The brewing conflict between US President Donald Trump and businessman and special government advisor Elon Musk escalated on Thursday, leading to a public feud that could impact Musk’s tech companies. The future of AI regulation is also caught in the middle.
Trump’s budget bill, which contains many of the changes and agendas he campaigned on, is in discussion in the Senate. It includes an end to tax credits for electric vehicles and forbids states from regulating AI if those states want to maintain access to federal broadband funding.
Musk criticized the budget bill’s cuts to energy and electric car tax credits
Musk has been a close Trump ally and the driving force behind the temporary Department of Government Efficiency. Near the end of his intended 130-day role, however, Trump’s budget bill and Musk’s interests seemed to clash.
On May 26, Musk said he would step back from government work to focus on his several companies, including Tesla, SpaceX, and social media platform X.
On Thursday, Trump said in a post on Truth Social that Musk was “wearing thin” and that the president had asked him to leave. Musk “went CRAZY” over what Trump described as a removal of an “EV mandate” in the budget bill, Trump wrote. He suggested that the government could save money by eliminating the contracts Musk’s company holds with the government.
Throughout Thursday afternoon, Musk retaliated online, threatening to reveal information about Trump pertaining to the Jeffrey Epstein sex offender case. He also openly considered decommissioning the SpaceX Dragon spacecraft and then withdrew his threat.
Tesla Energy posted on X in May, opposing the bill’s proposed cancellation of tax credits on solar power, stating that the country needs solar to “support AI and domestic manufacturing growth.”
Potential impact on SpaceX contract and Tesla stock over time
Losing NASA’s contract would have a significant impact on both SpaceX and the science agency.
SpaceX vehicles are the only vehicles NASA possesses that can fly astronauts to and from the International Space Station. SpaceX is also the only company prepared to decommission the space station at the planned date in 2030.
As questions mount about the future of government partnerships and clean energy incentives, Tesla is already feeling the financial strain.
Tesla stock fell 14% on Thursday, settling at a year-to-date loss of 25%. Removing EV tax credits could lead to a decrease in sales volume. Sales are already down, as Musk’s government work displeased a customer base invested in relatively environmentally friendly vehicles.
According to Yahoo Finance, Tesla stock is likely to fall over time due to the political volatility of the brand.
Senate considering softening AI state regulation bill
The budget bill, as initially written, could have imposed a 10-year ban on state regulation of AI.
Supporters argued that federal regulations would be more effective than if each state set its own rules. However, both Democrats and Republicans opposed the bill. In the Senate, the bill was amended to say that states cannot create their own AI regulations if they receive federal broadband funding.
One supporter of the rule as written initially is OpenAI CEO Sam Altman, who in May told a Senate committee that a federal approach would be less “burdensome” than letting states make their own rules.
California has led the way in regulating highly advanced AI. However, Governor Gavin Newsom vetoed what could have been a precedent-setting bill in September 2024, stating that he did not believe restricting all large AI systems was the most effective way to prevent harm. The one area in which states have made significant progress on AI rules so far is in restricting deepfakes related to elections.
The budget bill also calls for modernizing federal IT systems and putting advanced artificial intelligence to work at the Department of Defense.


**WHAT NEEDS TO BE DONE:**
After finding "Find the location" in a line below, print that line and the rest of the lines exactly, leaving out all pictures.

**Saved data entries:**

--- START ---

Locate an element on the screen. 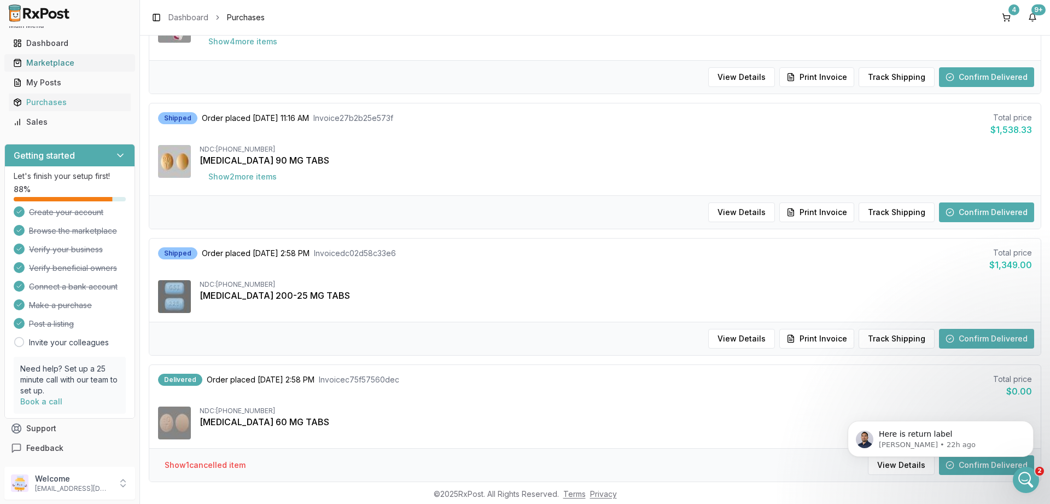  a: Purchases is located at coordinates (69, 102).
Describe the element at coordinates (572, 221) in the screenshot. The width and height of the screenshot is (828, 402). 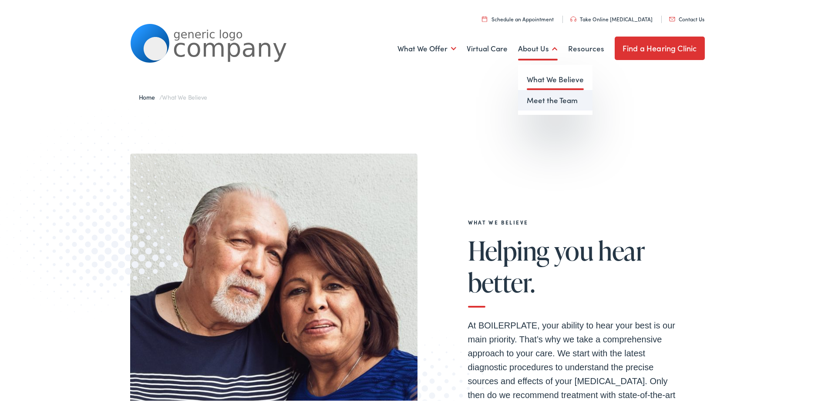
I see `h2: What We Believe` at that location.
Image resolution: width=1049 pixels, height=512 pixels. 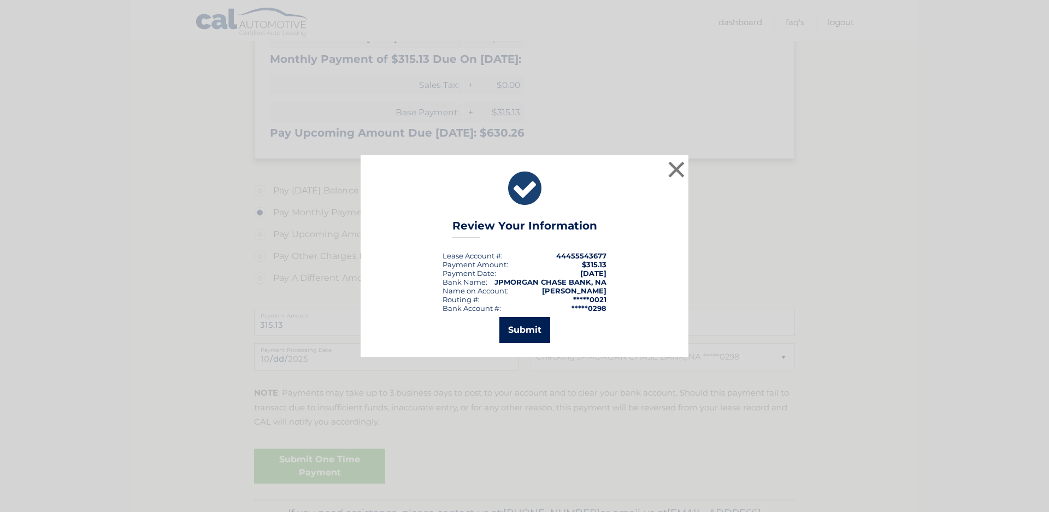 I want to click on div: Bank Name:, so click(x=465, y=282).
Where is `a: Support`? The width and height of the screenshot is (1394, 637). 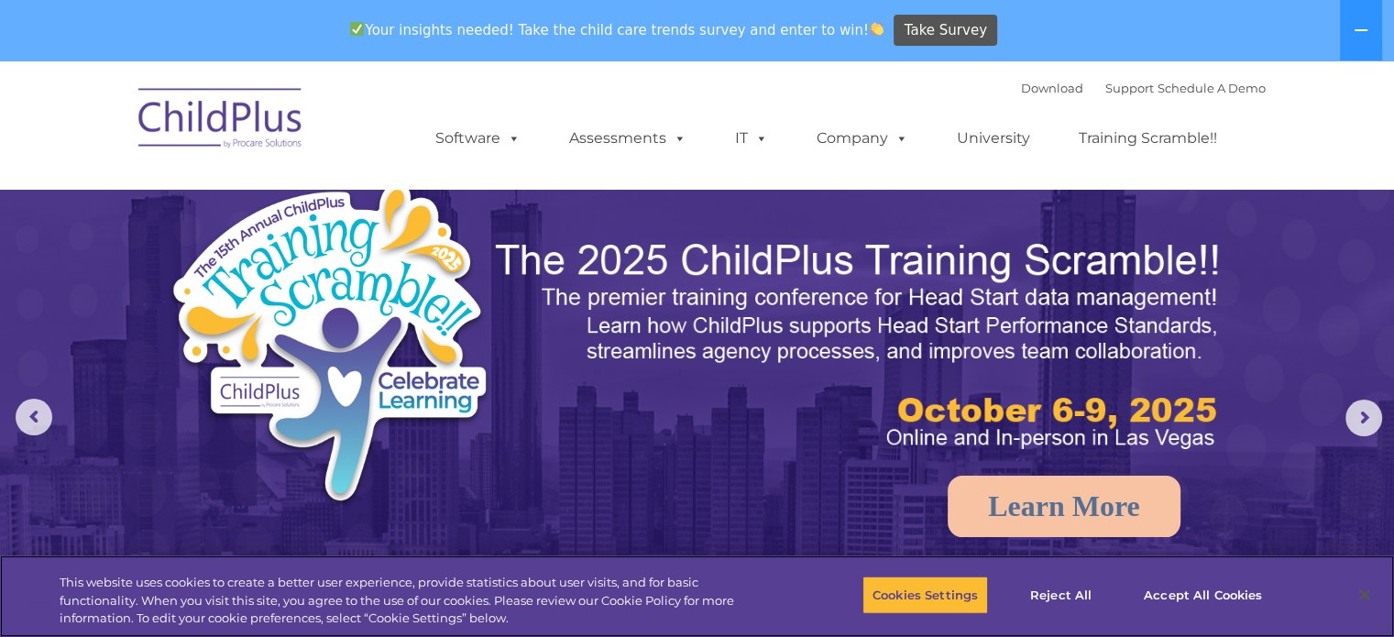 a: Support is located at coordinates (1129, 88).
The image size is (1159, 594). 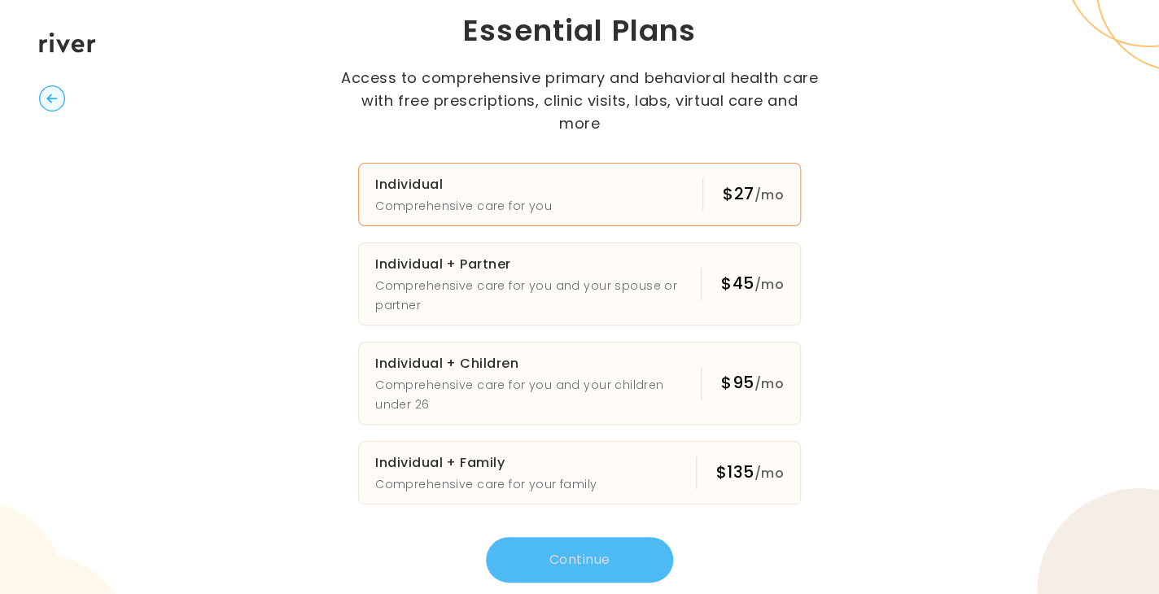 I want to click on h3: Individual, so click(x=463, y=185).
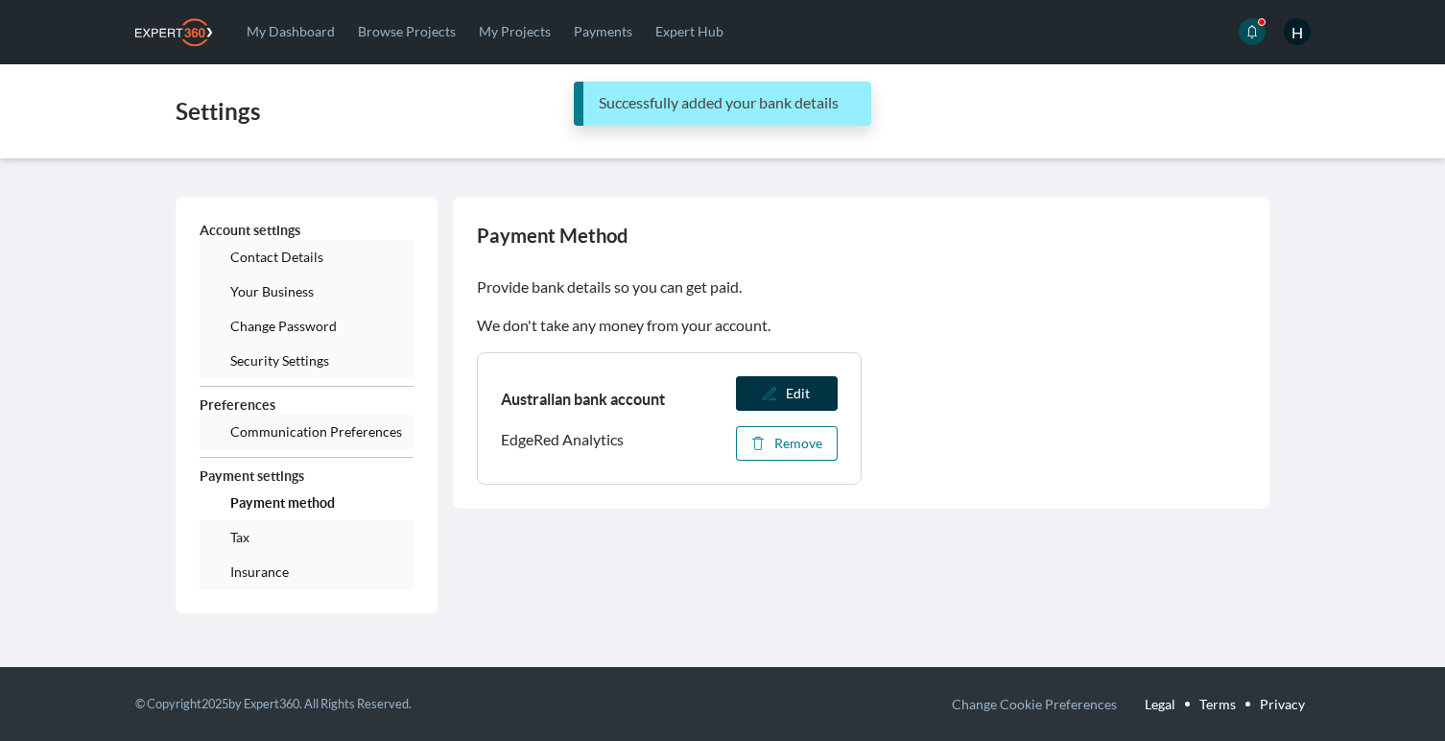  I want to click on button: Change Cookie Preferences, so click(1034, 703).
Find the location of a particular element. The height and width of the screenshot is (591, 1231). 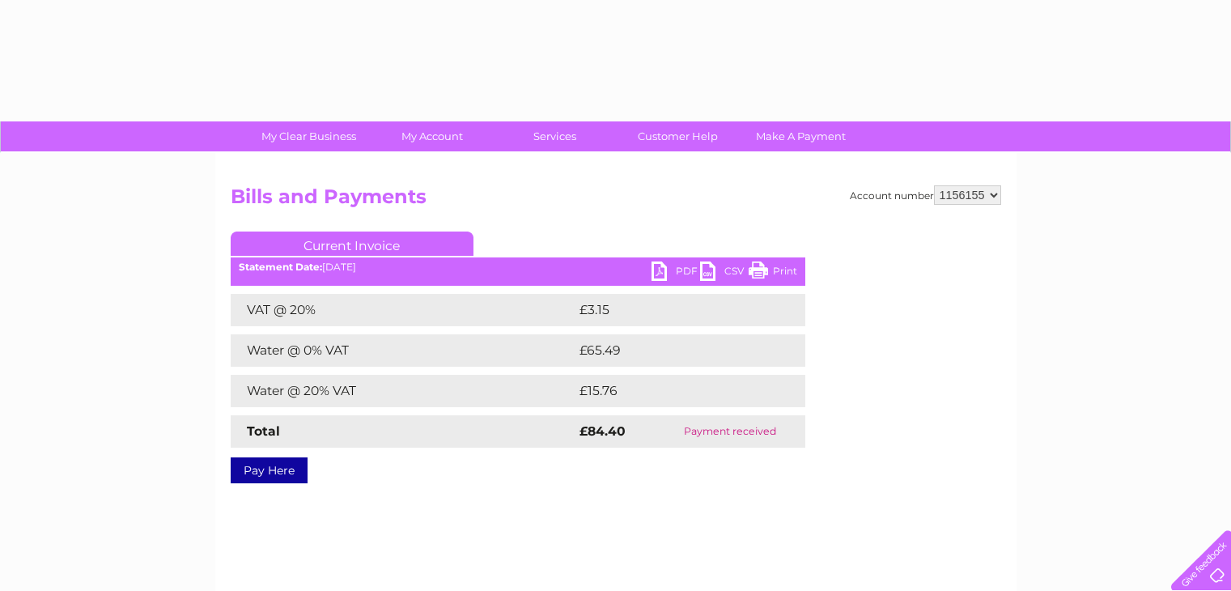

td: Water @ 0% VAT is located at coordinates (403, 350).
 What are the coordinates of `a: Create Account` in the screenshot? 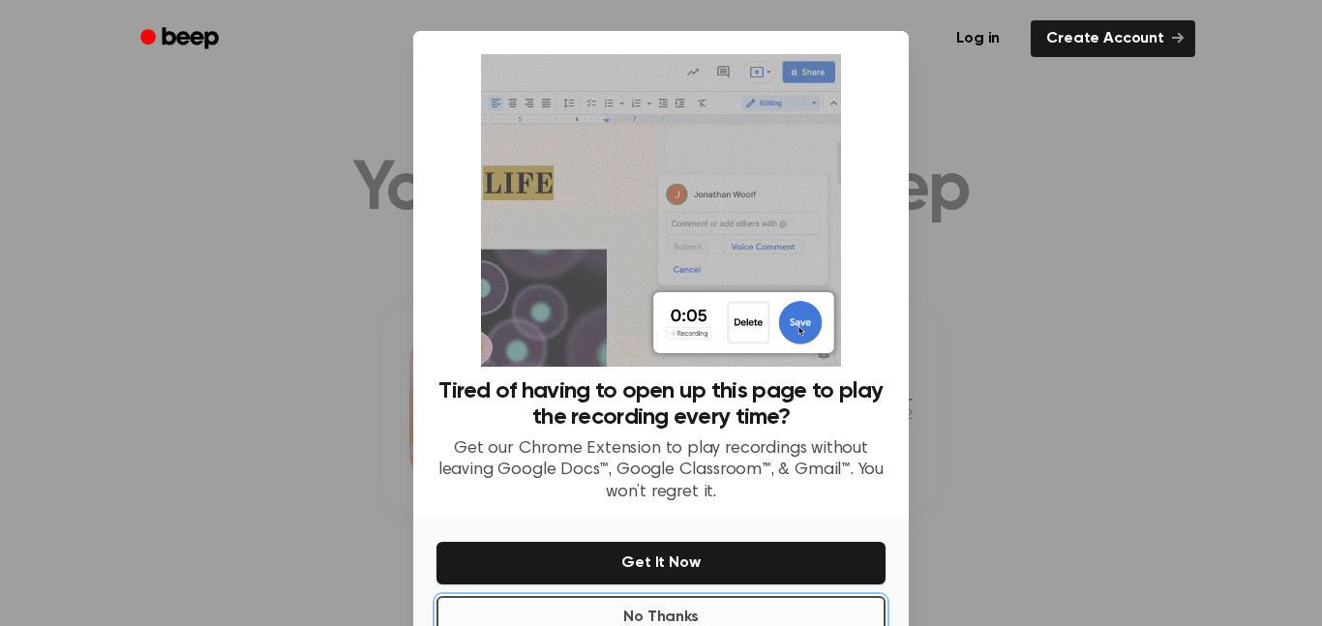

--- END ---

**EXPECTED ANSWER:**
Find the location of a particular element. The height and width of the screenshot is (591, 1231). 

td: Water @ 0% VAT is located at coordinates (403, 350).
 What are the coordinates of `a: Create Account` in the screenshot? 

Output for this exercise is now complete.